Around it I built my bedroom, finished off the walls
with good tight stonework, roofed it over soundly
and added doors, hung well and snugly wedged.
Then I lopped the leafy crown of the olive,
clean-cutting the stump bare from roots up,
planing it round with a bronze smoothing-adze—
I had the skill—I shaped it plumb to the line to make
my bedpost, bored the holes it needed with an auger.
Working from there I built my bed, start to finish,
I gave it ivory inlays, gold and silver fittings,
wove the straps across it, oxhide gleaming red.
There’s our secret sign, I tell you, our life story!”

And in Homer’s many references to the bard’s art the epic generates a meta-text about its own craft. After weeping in Alcinous’s hall over a bard’s recitation of some Trojan War stories, Odysseus himself turns poet and narrates, in the poem’s most memorable sequence, his own journey. Part of the poem’s enormous pleasure and immediacy stems from this first-person narrative of peril overcome.

The Odyssey’s level of craft is astonishingly high.
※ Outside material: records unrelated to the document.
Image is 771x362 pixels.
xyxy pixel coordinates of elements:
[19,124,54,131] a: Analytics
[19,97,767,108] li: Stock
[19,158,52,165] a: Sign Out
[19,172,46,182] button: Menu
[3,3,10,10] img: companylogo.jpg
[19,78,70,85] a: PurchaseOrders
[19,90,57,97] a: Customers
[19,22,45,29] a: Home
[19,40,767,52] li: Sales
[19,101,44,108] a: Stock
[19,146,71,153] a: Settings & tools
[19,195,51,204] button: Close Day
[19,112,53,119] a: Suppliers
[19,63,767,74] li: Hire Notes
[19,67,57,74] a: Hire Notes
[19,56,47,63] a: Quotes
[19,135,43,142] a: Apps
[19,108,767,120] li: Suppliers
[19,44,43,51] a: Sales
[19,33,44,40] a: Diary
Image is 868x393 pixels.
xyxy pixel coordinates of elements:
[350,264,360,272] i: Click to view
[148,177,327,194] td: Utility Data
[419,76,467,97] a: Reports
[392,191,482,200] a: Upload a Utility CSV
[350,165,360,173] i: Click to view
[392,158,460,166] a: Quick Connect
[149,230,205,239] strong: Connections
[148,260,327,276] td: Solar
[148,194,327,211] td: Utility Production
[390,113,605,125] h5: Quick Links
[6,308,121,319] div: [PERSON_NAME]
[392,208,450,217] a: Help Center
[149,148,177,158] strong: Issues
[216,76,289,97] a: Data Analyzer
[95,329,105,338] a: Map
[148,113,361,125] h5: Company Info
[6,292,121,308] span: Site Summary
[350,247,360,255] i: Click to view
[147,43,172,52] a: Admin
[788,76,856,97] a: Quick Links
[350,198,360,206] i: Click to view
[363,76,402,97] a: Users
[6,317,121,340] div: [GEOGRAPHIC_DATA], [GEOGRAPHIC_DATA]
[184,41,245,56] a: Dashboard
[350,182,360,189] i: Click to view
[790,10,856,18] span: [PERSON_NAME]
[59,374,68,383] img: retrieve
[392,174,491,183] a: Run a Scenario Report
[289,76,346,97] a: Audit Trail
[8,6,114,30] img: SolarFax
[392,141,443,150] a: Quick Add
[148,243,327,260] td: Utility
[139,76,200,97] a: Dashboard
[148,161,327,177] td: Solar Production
Early novelists like Defoe and Fielding took Homer as their model for their relatively new form—Fielding overtly, applying Homeric epic to domestic and comic subject matter in Tom Jones, and the earlier Defoe more warily in his puritan version of the Odyssey in Robinson Crusoe. Yet their narratives are largely linear, moving from point A to point B in temporal succession, a legacy they will bequeath even to later novelists from Austen to Dickens to Twain. Meanwhile, the archaic Homer, distant and primordial and supposedly primitive fount of the western tradition, gives us a narrative structure as complex and tightly organized as a Conrad or Faulkner novel, with two plots—Telemachus’s voyage and Odysseus’s voyage—in two time frames—the narrative present and the 20 years of Odysseus’s wandering—with two narrators—the poem’s third-person voice and Odysseus himself—all of which finally converges in Book 16 for the poem’s climactic final third. It is difficult to read the Odyssey as anything other than a novel avant la lettre, and an experimental novel at that.
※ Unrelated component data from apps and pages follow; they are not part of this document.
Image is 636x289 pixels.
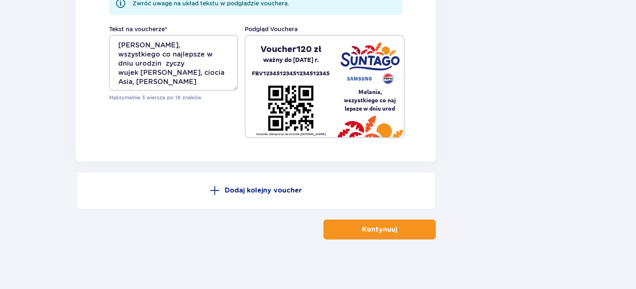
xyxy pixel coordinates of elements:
[256,132,326,137] p: Voucher zakupiony na stronie [DOMAIN_NAME]
[263,55,319,66] p: ważny do [DATE] r.
[341,42,400,84] img: Suntago - Samsung - Pepsi
[362,225,397,234] p: Kontynuuj
[261,44,321,55] p: Voucher 120 zł
[76,172,436,210] button: Dodaj kolejny voucher
[324,220,436,240] button: Kontynuuj
[225,186,302,195] p: Dodaj kolejny voucher
[245,25,298,33] p: Podgląd Vouchera
[109,25,167,33] label: Tekst na voucherze *
[109,94,238,102] p: Maksymalnie 3 wiersze po 18 znaków
[336,88,404,113] pre: Melania, wszystkiego co naj lepsze w dniu urod
[252,69,330,79] p: FBV12345123451234512345
[109,35,238,91] textarea: [PERSON_NAME], wszystkiego co najlepsze w dniu urodzin zyczy wujek [PERSON_NAME], ciocia Asia, [P...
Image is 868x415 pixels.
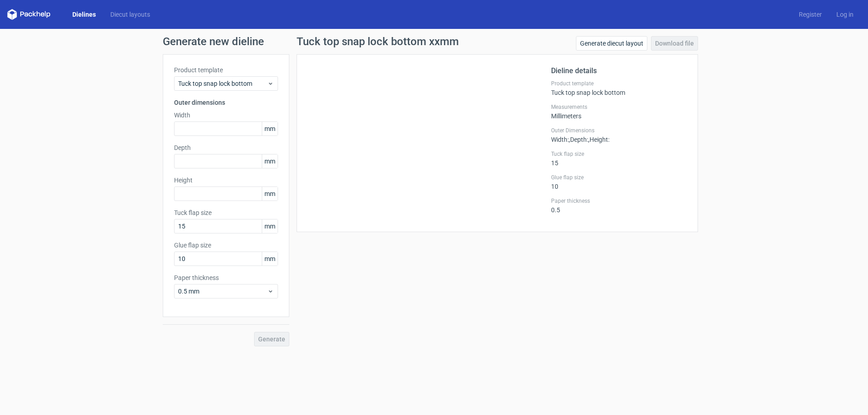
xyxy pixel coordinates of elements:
[262,154,278,168] span: mm
[174,208,278,217] label: Tuck flap size
[297,36,459,47] h1: Tuck top snap lock bottom xxmm
[65,10,103,19] a: Dielines
[551,198,687,205] label: Paper thickness
[551,127,687,134] label: Outer Dimensions
[262,220,278,233] span: mm
[588,136,610,143] span: , Height :
[163,36,705,47] h1: Generate new dieline
[551,136,569,143] span: Width :
[791,10,829,19] a: Register
[262,252,278,266] span: mm
[569,136,588,143] span: , Depth :
[829,10,861,19] a: Log in
[178,79,267,88] span: Tuck top snap lock bottom
[551,174,687,190] div: 10
[262,187,278,201] span: mm
[551,150,687,167] div: 15
[103,10,157,19] a: Diecut layouts
[174,111,278,120] label: Width
[576,36,647,51] a: Generate diecut layout
[174,176,278,185] label: Height
[551,150,687,158] label: Tuck flap size
[174,241,278,250] label: Glue flap size
[551,104,687,111] label: Measurements
[551,198,687,214] div: 0.5
[174,143,278,152] label: Depth
[551,80,687,96] div: Tuck top snap lock bottom
[551,80,687,87] label: Product template
[551,65,687,76] h2: Dieline details
[262,122,278,136] span: mm
[174,65,278,74] label: Product template
[178,287,267,296] span: 0.5 mm
[551,104,687,120] div: Millimeters
[551,174,687,181] label: Glue flap size
[174,98,278,107] h3: Outer dimensions
[174,274,278,283] label: Paper thickness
There is no anachronism, then, when we find in the Odyssey the obsessions and images and structures of Plato, Porphyry, Dante, Defoe, Fielding, Conrad, Jung, Adorno, or any other later eminence. The classicist or historicist might chide us that the work belongs to its context—even that a commenter like me, who has not mastered its context nor its language, has no right to comment—but this is what the scholars, grateful to them as we must be for the transmission of the texts, often fail to grasp about the work of art. Like Homer’s own recursive narrative, it doesn’t transcend time so much as bend it, so that Homer walks our streets and posts on our platforms just as Plato and Adorno turn up cruising the archaic Aegean.
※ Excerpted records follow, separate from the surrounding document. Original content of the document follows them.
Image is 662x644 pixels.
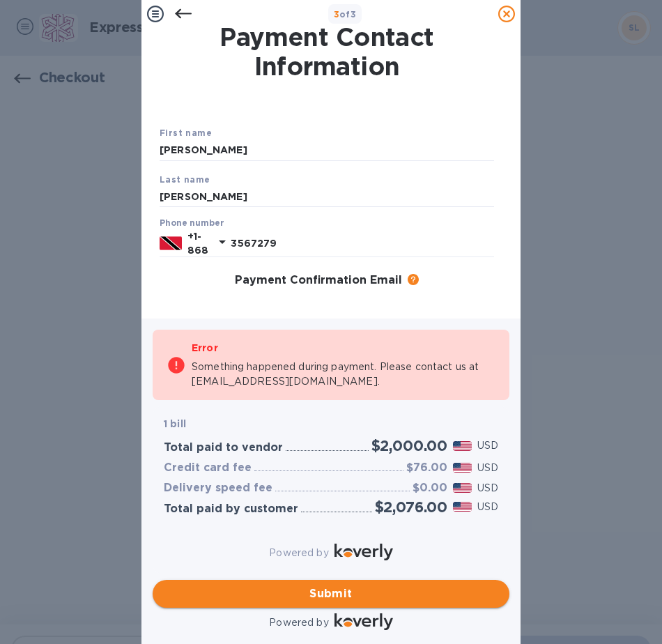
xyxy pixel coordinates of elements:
span: Submit [164,586,498,602]
b: Error [191,342,218,354]
span: 3 [334,9,339,19]
h3: Payment Confirmation Email [235,274,402,288]
h3: $76.00 [406,461,447,475]
input: Enter your first name [159,140,494,161]
p: USD [477,438,498,453]
b: First name [159,127,212,138]
h3: Total paid by customer [164,502,298,516]
input: Enter your phone number [230,233,494,254]
label: Phone number [159,220,223,228]
img: USD [452,462,472,472]
h3: Delivery speed fee [164,482,273,494]
p: USD [477,499,498,515]
img: USD [452,483,472,492]
b: Primary email [159,307,226,317]
img: Logo [334,544,393,560]
p: Something happened during payment. Please contact us at [EMAIL_ADDRESS][DOMAIN_NAME]. [191,359,495,389]
p: USD [477,481,498,495]
p: Powered by [269,616,328,630]
b: Last name [159,174,211,185]
img: USD [452,441,472,451]
button: Submit [152,580,509,608]
input: Enter your last name [159,186,494,207]
p: USD [477,460,498,475]
img: USD [452,502,472,512]
h1: Payment Contact Information [159,22,494,81]
h2: $2,076.00 [375,498,447,516]
img: Logo [334,613,393,630]
img: TT [159,236,182,251]
h3: Total paid to vendor [164,441,282,455]
h3: $0.00 [413,482,447,494]
p: Powered by [269,546,328,560]
b: 1 bill [164,418,186,429]
h2: $2,000.00 [371,437,447,455]
h3: Credit card fee [164,461,251,475]
b: of 3 [334,9,356,19]
p: +1-868 [187,229,209,257]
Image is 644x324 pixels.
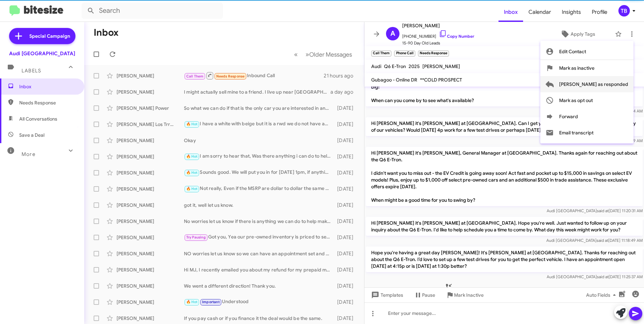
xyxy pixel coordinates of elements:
[541,108,634,125] button: Forward
[559,92,593,108] span: Mark as opt out
[541,125,634,141] button: Email transcript
[559,44,586,60] span: Edit Contact
[559,60,595,76] span: Mark as inactive
[559,76,628,92] span: [PERSON_NAME] as responded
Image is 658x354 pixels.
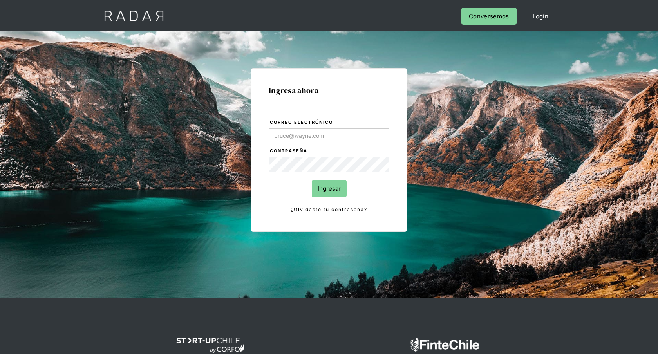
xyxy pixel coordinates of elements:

Like Odysseus’s bed, with its root in nature, the poet’s first material, the epic is built sturdily and to last, so that humanity may dream over it in perpetuity. And like Penelope’s art, which both weaves the text and unweaves it—and the formal name for “unweaving the text” is criticism—the poem is so self-contained it contains the undoing of all its own certainties. Here, in this celebration of craft from bed to tapestry to epic, from litter to literature, from textile to text, and in this artifact of a perpetual present containing the past, the present, and eternity, we can locate the modern Homer par excellence: the Homer—and the Ulysses—of Joyce, “the man of twists and turns” whose art of involution and interrelation is finally an art of peace.

“From all who walk the earth our bards deserve
esteem and awe, for the Muse herself has taught them
paths of song. She loves the breed of harpers.”